The Devolutionist and the Emancipatrix - Cover

The Devolutionist and the Emancipatrix

Public Domain

Chapter III: World of Mammoths

Immediately upon going into tele-consciousness Smith became aware of a decided change in his surroundings. The interior of the study had been darkened with drawn shades; now he was using eyes that were exposed to the most intense sunlight. The first sight that he got, in fact, was directed toward the sky; and he noted with an engineer’s keen interest that the color of the sky was blue, slightly tinged with orange. This, he knew, meant that the atmosphere of Sanus contained at least one chemical element which is lacking on the earth.

For a minute or two the sky remained entirely clear. There were no clouds whatever; neither did any form of winged life make its appearance. So Smith took note of sounds.

Presumably his agent--whoever or whatever it might be--was located in some sort of aircraft; for an extremely loud and steady buzzing, suggesting a powerful engine, filled the engineer’s borrowed ears. Try as he might, however, he could not identify the sound exactly. It was more like an engine than anything else, except that the separate sounds which comprised the buzz occurred infinitely close together. Smith concluded that the machine was some highly developed rotary affair, working at perhaps six or eight thousand revolutions a minute--three or four times as fast as an ordinary engine.

Meanwhile his agent continued to stare into the sky. Shortly something arrived in the field of vision; a blurred speck, far to one side. It approached leisurely, with the unknown agent watching steadfastly. It still remained blurred, however; for a long time the engineer knew as little about its actual form as he knew about his mysterious agent.

Then, like a flash, the vision cleared. All the blurring disappeared instantly, and the form of a buzzard was disclosed. It was almost directly overhead, about a quarter of a mile distant, and soaring in a wide spiral. No sound whatever came from it. Smith’s agent made no move of any kind, but continued to watch.

Shortly the buzzard “banked” for a sharper turn; and the engineer saw, by the perspective of its apparent speed, that the aircraft whose use he was enjoying was likewise on the move. Apparently it was flying in a straight line, keeping the sun--an object vastly too brilliant to examine--on the right.

The buzzard went out of sight. Once more the clear sky was all that could be seen; that, and the continual roar of the engine, were all that Smith actually knew. He became impatient for his agent to look elsewhere; it might be that the craft contained other specimens of the unknown creatures. But there was no change in the vigilant watch which was being kept upon the sky.

Suddenly the engineer became exceedingly alert. He had noticed something new--something so highly different from anything he had expected to learn that it was some minutes before he could believe it true.

His borrowed eyes had no eyelids! At least, if they did, they were never used. Not once did they flicker in the slightest; not once did they blink or wink, much less close themselves for a momentary rest from the sun’s glare. They remained as stonily staring as the eyes of a marble statue.

Then something startling happened. With the most sickening suddenness the aircraft came to an abrupt halt. Smith’s senses swam with the jolt of it. All about him was a confused jumble of blurred figures and forms; it was infinitely worse than his first ride in a hoist. In a moment, however, he was able to examine things fairly well.

The aircraft had come to a stop in the middle of what looked like a cane brake. On all sides rose yellowish-green shafts, bearing leaves characteristic of the maize family. Smith knew little about cane, yet felt sure that these specimens were a trifle large. “Possibly due to difference in gravitation,” he thought.

However, he could not tell much about the spot on which the machine had landed. For a moment it was motionless; the engine had been stopped, and all was silent except for the gentle rustling of the cane in the field. The unknown operator did not change his position in the slightest.

Then the craft began to move over the surface, in a jerky, lurching fashion which indicated a very rough piece of ground. At the same time a queer, leathery squeaking came to the engineer’s borrowed ears; he concluded that the machine was being sorely strained by the motion. At the time he was puzzled to account for the motion itself. Either there was another occupant of the craft, who had climbed out and was now pushing the thing along the ground, or else some form of silent mechanism was operating the wheels upon which, presumably, the craft was mounted. Shortly the motion stopped altogether.

It was then that Smith noticed something he had so far ignored because he knew his own dinner hour was approaching. His agent was hungry, like himself. He noticed it because, just then, he received a very definite impression of the opposite feeling; the agent was eating lunch of some sort, and enjoying it. There was no doubt about this. All that Smith could do was to wish, for the hundredth time, that he could look around a little and see what was being eaten, and how.

The meal occupied several minutes. Not once did the strange occupant of that machine relax his stony stare at the sky, and Smith tried to forget how hungry he was by estimating the extent of his vision. He decided that the angle subtended about a hundred and sixty degrees, or almost half a circle; and he further concluded that if his agent possessed a nose, it was a pretty trifling affair, too small to be noticed. It was obvious, too, that the fellow’s mouth was located much lower in the face than normal. He ate without showing a single particle of food, and did it very quietly.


TO DO:
Every line of the listing should be repeated exactly.

SOURCE INFORMATION:
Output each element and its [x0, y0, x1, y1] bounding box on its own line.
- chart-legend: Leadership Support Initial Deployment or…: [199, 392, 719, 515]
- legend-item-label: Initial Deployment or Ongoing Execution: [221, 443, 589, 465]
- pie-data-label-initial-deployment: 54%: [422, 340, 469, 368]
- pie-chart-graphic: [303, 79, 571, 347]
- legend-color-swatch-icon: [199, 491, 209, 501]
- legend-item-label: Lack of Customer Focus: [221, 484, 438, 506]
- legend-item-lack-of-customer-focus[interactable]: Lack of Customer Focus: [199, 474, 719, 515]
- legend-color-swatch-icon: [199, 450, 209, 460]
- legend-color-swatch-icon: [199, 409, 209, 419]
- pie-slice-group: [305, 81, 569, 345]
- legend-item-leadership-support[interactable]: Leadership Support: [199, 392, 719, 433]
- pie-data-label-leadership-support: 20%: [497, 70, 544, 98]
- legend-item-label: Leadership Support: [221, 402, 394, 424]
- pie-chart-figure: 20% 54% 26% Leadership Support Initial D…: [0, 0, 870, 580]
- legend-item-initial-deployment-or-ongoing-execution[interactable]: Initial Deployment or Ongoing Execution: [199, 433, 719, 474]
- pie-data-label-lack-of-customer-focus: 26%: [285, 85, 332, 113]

EXERCISE ANSWER:
Output each element and its [x0, y0, x1, y1] bounding box on its own line.
- chart-legend: Leadership Support Initial Deployment or…: [199, 392, 719, 515]
- legend-item-label: Initial Deployment or Ongoing Execution: [221, 443, 589, 465]
- pie-data-label-initial-deployment: 54%: [422, 340, 469, 368]
- pie-chart-graphic: [303, 79, 571, 347]
- legend-color-swatch-icon: [199, 491, 209, 501]
- legend-item-label: Lack of Customer Focus: [221, 484, 438, 506]
- legend-item-lack-of-customer-focus[interactable]: Lack of Customer Focus: [199, 474, 719, 515]
- legend-color-swatch-icon: [199, 450, 209, 460]
- legend-color-swatch-icon: [199, 409, 209, 419]
- pie-slice-group: [305, 81, 569, 345]
- legend-item-leadership-support[interactable]: Leadership Support: [199, 392, 719, 433]
- pie-data-label-leadership-support: 20%: [497, 70, 544, 98]
- legend-item-label: Leadership Support: [221, 402, 394, 424]
- pie-chart-figure: 20% 54% 26% Leadership Support Initial D…: [0, 0, 870, 580]
- legend-item-initial-deployment-or-ongoing-execution[interactable]: Initial Deployment or Ongoing Execution: [199, 433, 719, 474]
- pie-data-label-lack-of-customer-focus: 26%: [285, 85, 332, 113]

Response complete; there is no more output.